26 SOCIAL SCIENTIST
Women in India indicate a cogent shoit-teim perspective which the educated Indian women should aspire and strive both for themselves and their educationally, economically and socially less fortunate sisters. The long-term perspective of the question of women's education (as well as a quicker and more effective realization of the short-term objectives) cannot be separated from the general question of the socio-economic transformation as a whole. Women's struggle for more and better education and social recognition,, acceptance and realization of equality in education^ employment and social status is a part of the wider struggle of all other deprived sections of Indian society for the same or similar objectives. It will gather strength and stamina to the extent that it identifies with this larger struggle.
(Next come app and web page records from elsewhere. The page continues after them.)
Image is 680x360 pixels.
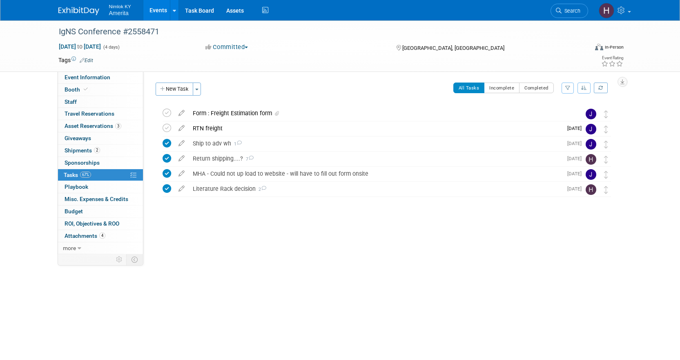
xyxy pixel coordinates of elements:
[126,254,143,265] td: Toggle Event Tabs
[109,10,129,16] span: Amerita
[174,125,189,132] a: edit
[243,156,254,162] span: 7
[156,83,193,96] button: New Task
[63,245,76,251] span: more
[99,232,105,239] span: 4
[65,220,119,227] span: ROI, Objectives & ROO
[174,140,189,147] a: edit
[65,147,100,154] span: Shipments
[65,98,77,105] span: Staff
[604,186,608,194] i: Move task
[174,185,189,192] a: edit
[58,230,143,242] a: Attachments4
[58,43,101,50] span: [DATE] [DATE]
[567,171,586,176] span: [DATE]
[604,110,608,118] i: Move task
[174,109,189,117] a: edit
[56,25,576,39] div: IgNS Conference #2558471
[58,96,143,108] a: Staff
[604,171,608,179] i: Move task
[80,172,91,178] span: 67%
[203,43,251,51] button: Committed
[599,3,614,18] img: Hannah Durbin
[484,83,520,93] button: Incomplete
[586,139,596,150] img: Jamie Dunn
[65,135,91,141] span: Giveaways
[519,83,554,93] button: Completed
[58,169,143,181] a: Tasks67%
[112,254,127,265] td: Personalize Event Tab Strip
[604,156,608,163] i: Move task
[174,155,189,162] a: edit
[103,45,120,50] span: (4 days)
[58,193,143,205] a: Misc. Expenses & Credits
[65,123,121,129] span: Asset Reservations
[231,141,242,147] span: 1
[58,84,143,96] a: Booth
[604,125,608,133] i: Move task
[586,184,596,195] img: Hannah Durbin
[189,152,563,165] div: Return shipping....?
[604,141,608,148] i: Move task
[58,7,99,15] img: ExhibitDay
[567,125,586,131] span: [DATE]
[84,87,88,92] i: Booth reservation complete
[189,167,563,181] div: MHA - Could not up load to website - will have to fill out form onsite
[586,124,596,134] img: Jamie Dunn
[551,4,588,18] a: Search
[174,170,189,177] a: edit
[65,110,114,117] span: Travel Reservations
[586,109,596,119] img: Jamie Dunn
[58,157,143,169] a: Sponsorships
[115,123,121,129] span: 3
[58,242,143,254] a: more
[65,232,105,239] span: Attachments
[586,169,596,180] img: Jamie Dunn
[540,42,624,55] div: Event Format
[58,218,143,230] a: ROI, Objectives & ROO
[562,8,580,14] span: Search
[189,121,563,135] div: RTN freight
[109,2,131,10] span: Nimlok KY
[605,44,624,50] div: In-Person
[94,147,100,153] span: 2
[601,56,623,60] div: Event Rating
[567,156,586,161] span: [DATE]
[58,132,143,144] a: Giveaways
[567,186,586,192] span: [DATE]
[64,172,91,178] span: Tasks
[586,154,596,165] img: Hannah Durbin
[65,183,88,190] span: Playbook
[256,187,266,192] span: 2
[189,136,563,150] div: Ship to adv wh
[65,196,128,202] span: Misc. Expenses & Credits
[65,74,110,80] span: Event Information
[58,120,143,132] a: Asset Reservations3
[58,56,93,64] td: Tags
[80,58,93,63] a: Edit
[594,83,608,93] a: Refresh
[58,71,143,83] a: Event Information
[595,44,603,50] img: Format-Inperson.png
[189,182,563,196] div: Literature Rack decision
[76,43,84,50] span: to
[567,141,586,146] span: [DATE]
[58,205,143,217] a: Budget
[65,208,83,214] span: Budget
[58,108,143,120] a: Travel Reservations
[402,45,505,51] span: [GEOGRAPHIC_DATA], [GEOGRAPHIC_DATA]
[58,181,143,193] a: Playbook
[58,145,143,156] a: Shipments2
[189,106,569,120] div: Form : Freight Estimation form
[453,83,485,93] button: All Tasks
[65,86,89,93] span: Booth
[65,159,100,166] span: Sponsorships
* Indian Council of Social Science Research, Status of Women in India: A Synopsis of
the Report of the National Committee on the Status of Women, Allied, New Delhi
l975,p88. 2 Ministry of Education, Report of the National Committee on Women's Education, New
Delhi 1959, p 14. 8 Department of Education, A Review of Education in Bombay State, 1855-1955, Bombay
1958, p388.
4 All figures quoted in this article, unless otherwise mentjcned, are taken fiom Toward Equality, Report of the Committee on the Status of Women in India, Ministry of Education and Social Welfare, New Delhi i974.
5 Ministry of Education, Report of the National Committee on Women's Education, op cit., pp 32 and 192.
6 Ibid.
7 Ministry of Education and Social Welfare, Educational Statistics at a Glance, 1972, New Delhi 1973.
8 Towards Equality, op cit., pp 265-66.
0 Compare for instance female literacy (1971) and percentage of girls of the lower elementary age-group enrolled (1968-69) in Kerala (53.90 and 115) with those in Bihar(8.79and27). * ° Report of the National Committee on Women's Education, op cit., pp 46, i0.
11 See A R Kamat, Education after Independence: A Social Analysis, Lala Lajpat Rai Memorial Lectures delivered in November 1975 at Bombay and a forthcoming publication).
12 See the relevant tables in Towards Equalify, op.cit. 18 C S Lakshmi, "Tradition and Modernity of Tamil Women Writers", Social Scientist
45, April 1976, p 39. 1 4 Ministry of Education, Report at the Committee on Differentiation of Curricula for Boys and
Girls, New Delhi 1964, p 3. 15 Government of India, Report of the University Education Commission^ Delhi 1949, chap
12,p 394. » 6 Ibid., p 402. } 7 Sec, for example. Ministry of Education, Report of the National Committee on
Women's Education, op cit., pp 84-85 and 186. 1^ Ibid., p 52. 19 lbid.,pp 50-51 ^ Ibid., p 55. al Towards Equality, op cit._, chap 6, pp 274-76.